The feel of the ground under her feet was a comforting rhythm as she set out on today’s path. She had a series of routes, and before each run, she drew a letter from an envelope she kept in her dresser. That kept her routes random, which made her harder to follow or stalk; unpredictability was a priority when hiding from daimons. Today’s path took her toward the community college, along the river, and around the shopping mall. One of the things she looked forward to each time they moved to a new town was charting her run routes.
Make the moves fun,
her mother had often said. Mallory still tried.

Not quite a mile from the house, two men ran up on either side of her like they’d been waiting for her. A quick glance verified that they didn’t have witch eyes, but they didn’t look like they were in shape to be running easily beside her. They were bulkier than most runners, but even if they were fit, she’d never met a human who could keep up with her. It was one of the few quirks of genetics that she figured she’d inherited from the stranger who had been her biological father.

“I’m not looking for company,” she said as she picked up her pace. They weren’t the first men to try to hit on her or intimidate her, but she ran a little faster, pretending they were threats and letting herself run as if they were.

Both men sped up so they were alongside her again, and her pretend fear became actual fear.

“Back off,” she said.

The one to her left grinned at her as he increased his pace and stepped in front of her. “There’s a lot of interest in you at home.”

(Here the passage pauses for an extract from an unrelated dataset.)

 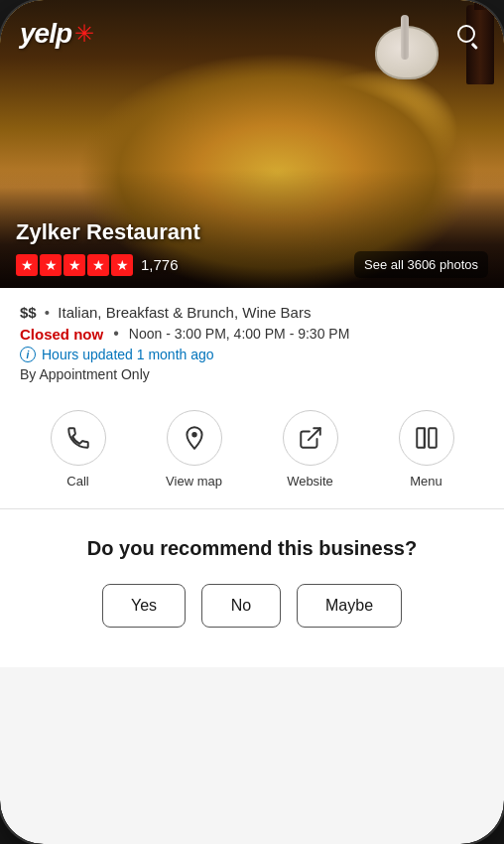 I want to click on website-icon-circle, so click(x=311, y=438).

Mallory put out her hand to keep from running into his now outstretched arms. Her hand slammed into the middle of his chest. He took one step backward, but he didn’t move farther away.

The trickle of fear became a rush of adrenaline. Flight wasn’t going to work; the only option left was a fight. Mallory turned her head, tracking the location of the second man, who now stood several steps behind her, and tried to reason with them. “You don’t want to do this. Go back to wherever you’re from and—”

The man in front of her flashed his teeth in the sort of smile that made her think of angry dogs. “I don’t want to hurt you. You’re more use as a pretty, living bargaining chip, so just come along peaceful-like. We’ll take you to The City, and you’ll be treated like you deserve.”

“The City?” she echoed.

His words clicked into place for her, and the extent of the danger became clearer.
Daimons? Here?
Mallory stepped to the side, trying to evade him. Her hand was already reaching for her gun as she moved. If they were really daimons, the idea of facing two of them made her mind slip into that eerily calm place she found during training.

But it felt like the world hit fast-forward as the man lunged at her. He had appeared human, but in a split moment, he was something else. She wouldn’t call him a dog, although he looked more canine than anything else. Claws too long for any dog extended from long digits on hands that appeared human. The body had a dog’s fur, but the limbs were more muscular. The tatters of his clothes clung to an animal shape.